Opinion
May, 1899.
Benjamin Tuska (Moses R. Ryttenberg, of counsel), for appellant.
George W. Cotterill and Ira Leo Bamberger, for respondent.
On the 26th day of December, 1895, this action was begun by the issuance of a warrant of attachment against the property of the defendant, a nonresident. No proceedings were taken to dissolve the warrant until after the trial of the cause on the 11th day of November, 1898, which resulted in an affirmative judgment for the defendant on a counterclaim. Then the defendant moved on the judgment roll, affidavits and the papers on which the warrant had been granted to have it vacated and set aside. This application was opposed on counter affidavits. The denial of the motion at the Special Term was reversed at the General Term, and an order entered vacating the attachment. Hence this appeal.
I am of the opinion that the City Court was without power to entertain the motion to vacate the attachment. It was annulled by the judgment rendered in favor of the defendant. Code Civ. Pro., § 3343, subd. 12. In the absence of a stay of proceedings pending appeal the attachment would unquestionably have been entirely vacated for all purposes and could not have been revived. The judgment destroyed and nullified the warrant of attachment, and while the defendant would have been entitled to a formal order declaratory of that fact (Corn Exch. Bank v. Bossio, 8 A.D. 306) he obviously could not institute a proceeding to kill that which no longer had life. That, indeed, would be legal supererogation.
The defendant contends, however, that the stay of proceedings obtained by the plaintiff immediately on the rendition of the verdict and continued by the subsequent undertaking on appeal, suspending the effect of the annulment (Code Civ. Pro., § 3343, subd. 12), preserved the vitality of the warrant, which was, therefore, still liable to attack. This contention is founded on a misconstruction of the language and spirit of the Code and of the intention of the legislature. The enactment of this provision was intended to protect the plaintiff in the event of a reversal of an erroneous determination of the issues at the trial court. Otherwise, his victory might be barren, for, even though successful on appeal, the plaintiff would find all the benefits acquired by his levy under the attachment dissipated by the prior nullification. To avoid that result the Legislature, without continuing the life of the attachment, suspended the effect of its annulment. Pending the appeal there is nothing to enforce or vacate; the stay does not alter the situation because, notwithstanding its existence, the provisional remedy is nullified. But if the appeal results favorably to the plaintiff, then, in order to relieve against all the consequences of the error below, the law, as it were, recreates the attachment by reviving it and restoring to it the life it had before the nullification. The reversal reaches back and reinvests the plaintiff with all the rights enjoyed before the error was committed. Henry v. Salisbury, 33 A.D. 293; McKean v. National Life Association, 24 Misc. 512.
Whatever form the attack may take during the period between the rendition of the judgment and the determination of the appeal, whether supported by affidavits or resting on the judgment alone, it must fail because nothing exists against which it can be directed. The law did not contemplate any such anomalous situation, which should shield the plaintiff's rights with one hand, and destroy them with the other.
Section 682 of the Code of Civil Procedure, providing that a motion to vacate an attachment may be made at any time before the actual application of the attached property or the proceeds thereof to the payment of a judgment recovered in the action, cannot be successfully invoked by the respondent, because that section necessarily presupposes the existence of an attachment. Here, until reversal, no attachment exists.
There is no force in the contention that the order under review is not appealable. The disposition of this appeal does not involve the weighing of conflicting evidence, nor the decision of controverted facts in the affidavits presented below nor the review of the discretion exercised by the General Term of the City Court. It involves merely the power of the City Court to entertain the application, and that question is always reviewable.
The order should be reversed.
FREEDMAN, P.J., concurs.
An attachment was issued in this action upon the application and affidavit of the plaintiff, who was unsuccessful at the trial, and against whom judgment was entered on the 17th day of November, 1898. From that judgment plaintiff appealed, and filed an undertaking on appeal the 29th day of November, 1898. On November 23, 1898, the defendant, on his own affidavit, the judgment-roll, warrant of attachment, and the affidavit upon which the warrant was originally issued, procured an order to show cause why the attachment should not be vacated. This motion, heard upon the papers mentioned above, and upon an opposing affidavit of the plaintiff, was denied by a justice at the Special Term, in an order entered on the 21st day of December, 1898, and properly, because as the warrant had been annulled by the judgment in favor of the defendant (subd. 12, § 3343, Code Civ. Pro.), "The statute having thus provided, it would not be proper for the court to take upon itself to make any other direction as to the warrant than that which the Legislature has seen fit to give." Henry v. Salisbury, 33 A.D. 293. From the order denying the motion the defendant appealed to the General Term of the City Court, which reversed the order below and vacated the attachment. The order of the General Term should be reversed.
Order reversed, with costs to the appellant to abide the event.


## Task objective
Everything from the line with "Please detect human hair in the image." to the end of the data below, both lines included, should be transcribed exactly; please omit the pictures.

[[ Data shown, beginning ]]

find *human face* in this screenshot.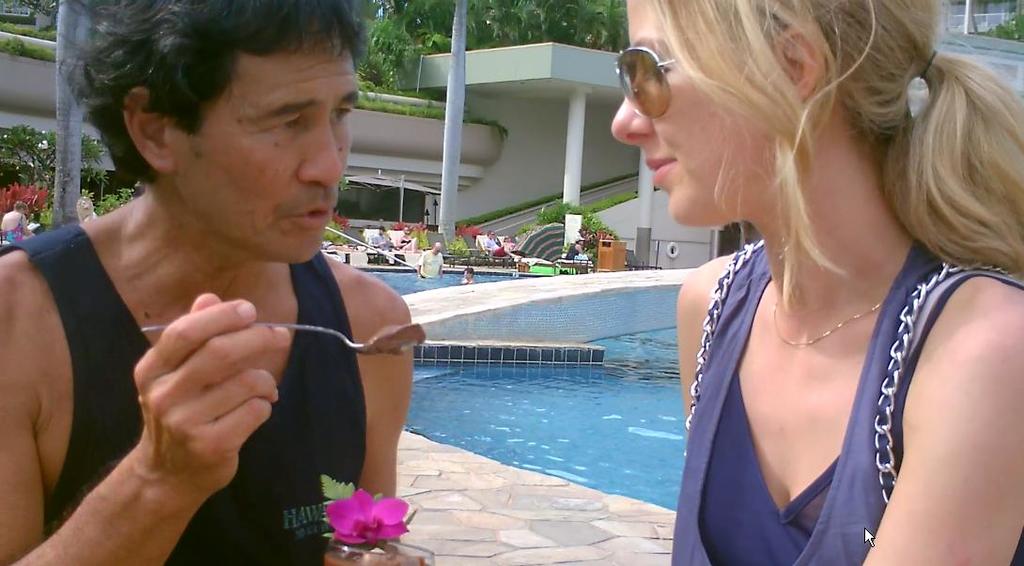
The bounding box for *human face* is select_region(598, 0, 772, 233).
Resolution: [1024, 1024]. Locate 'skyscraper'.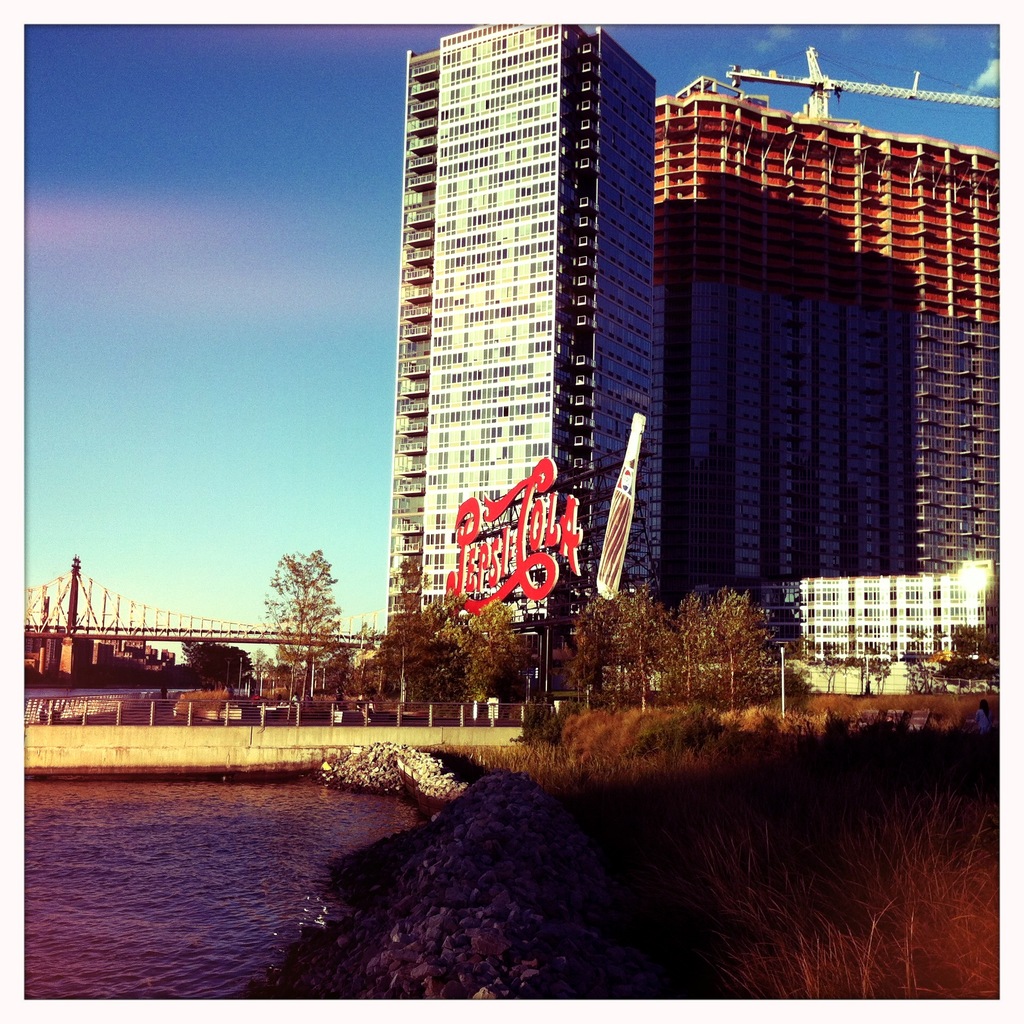
[365,43,707,691].
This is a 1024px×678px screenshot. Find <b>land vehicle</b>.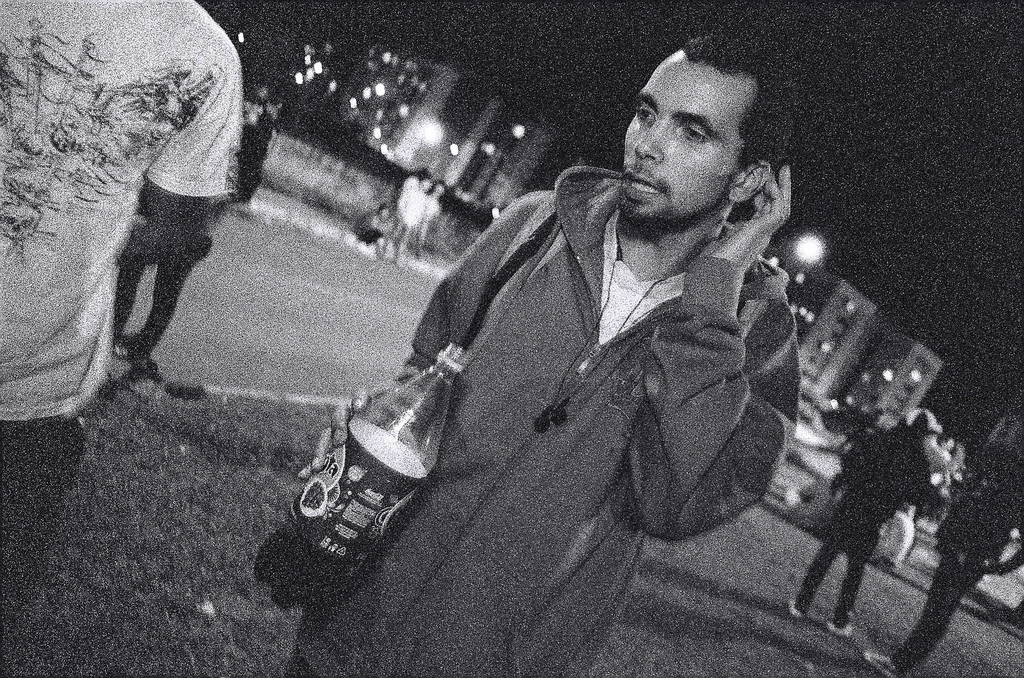
Bounding box: x1=754 y1=424 x2=913 y2=577.
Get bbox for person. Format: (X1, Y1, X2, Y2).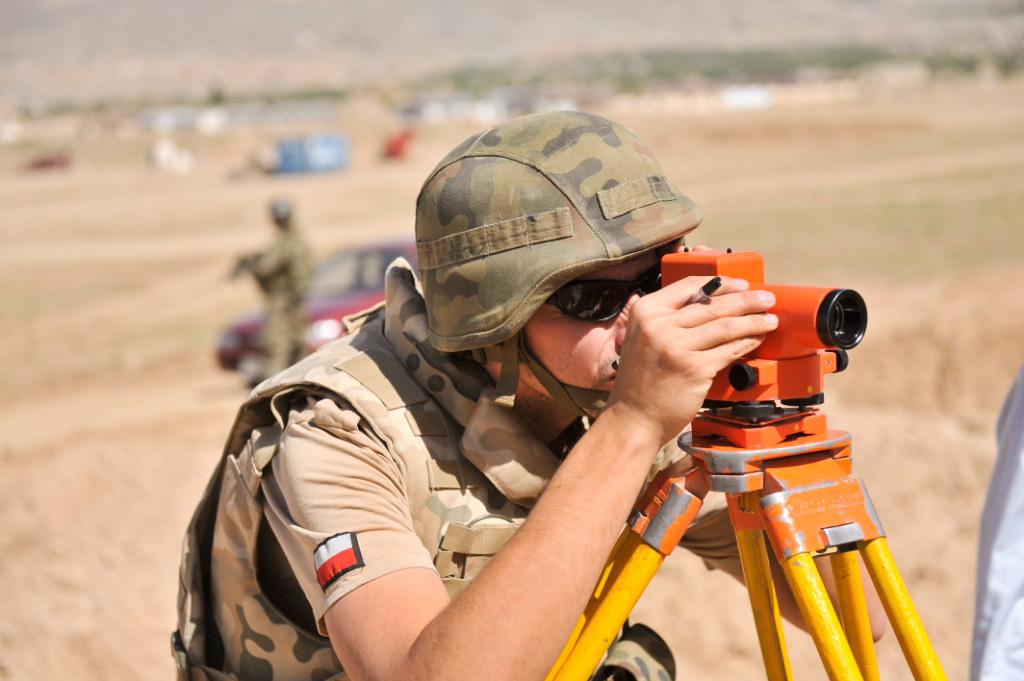
(963, 371, 1023, 680).
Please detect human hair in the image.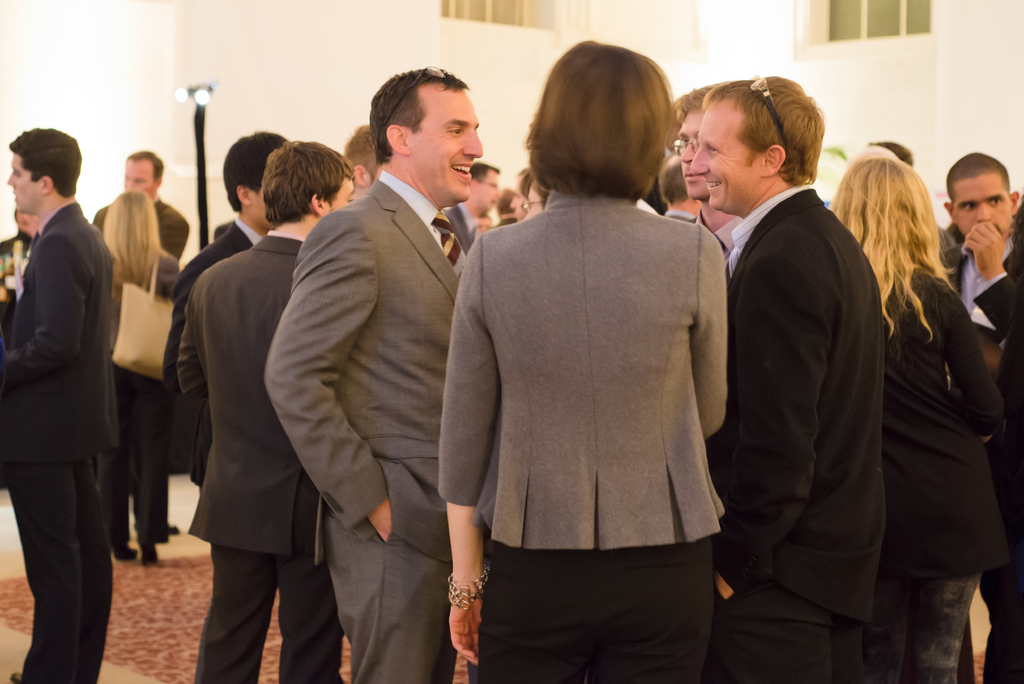
bbox=(101, 190, 170, 295).
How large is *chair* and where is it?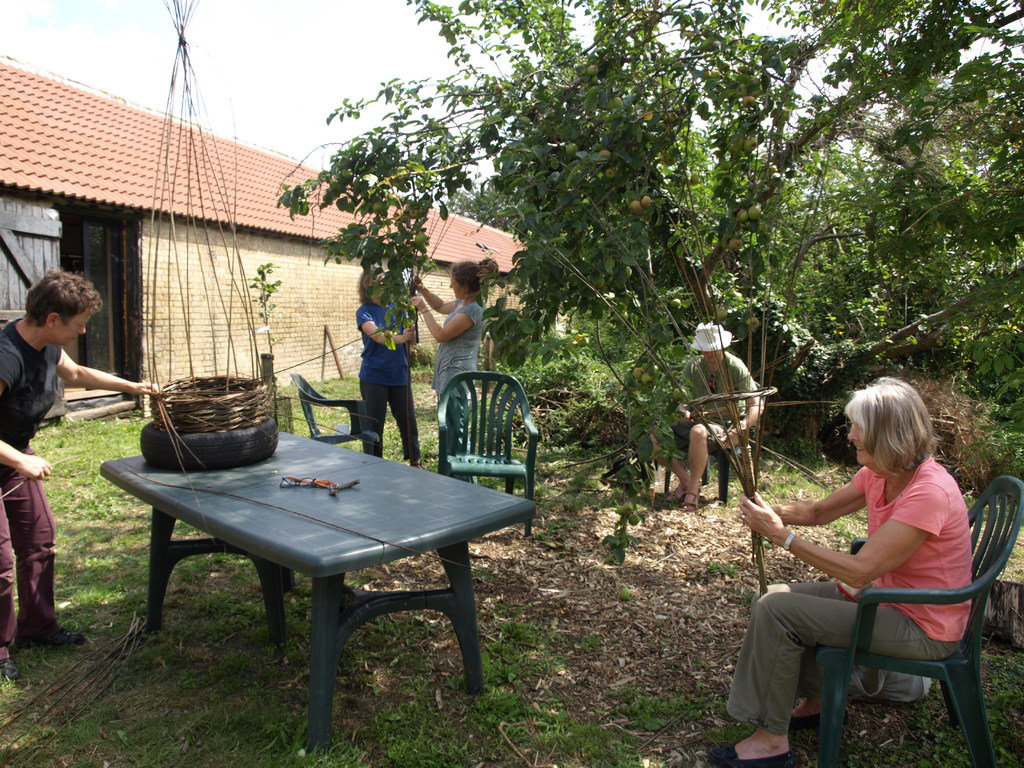
Bounding box: pyautogui.locateOnScreen(810, 472, 1023, 767).
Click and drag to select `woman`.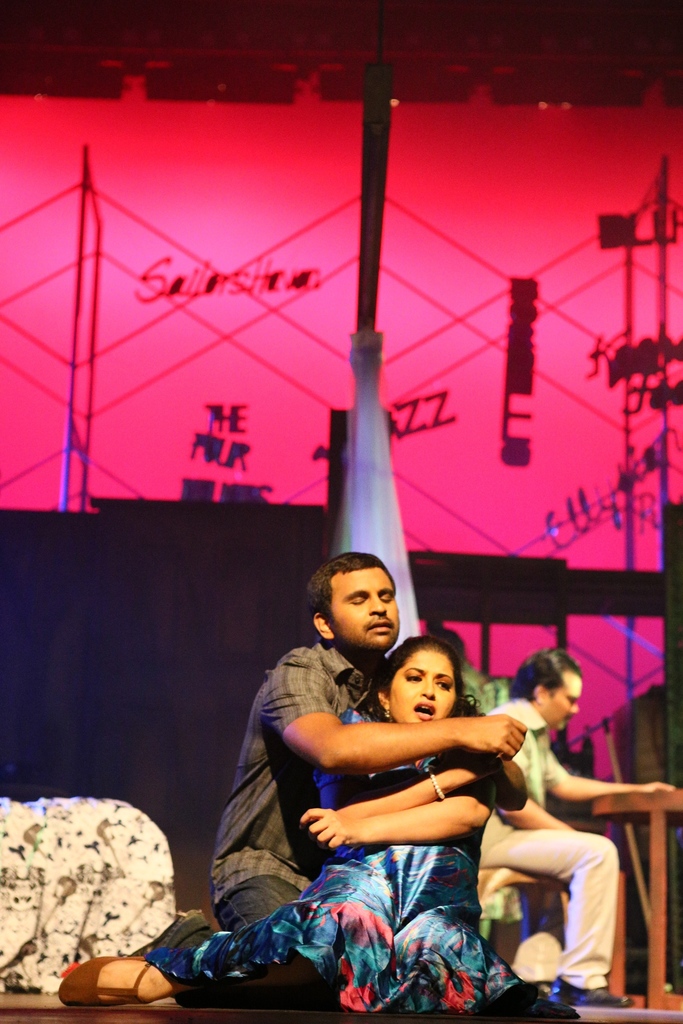
Selection: <region>52, 627, 589, 1023</region>.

[[ Data shown, end ]]

## Task output
Please detect human hair in the image.
bbox=(101, 190, 170, 295).
How large is *chair* and where is it?
Bounding box: pyautogui.locateOnScreen(810, 472, 1023, 767).
Click and drag to select `woman`.
Selection: <region>52, 627, 589, 1023</region>.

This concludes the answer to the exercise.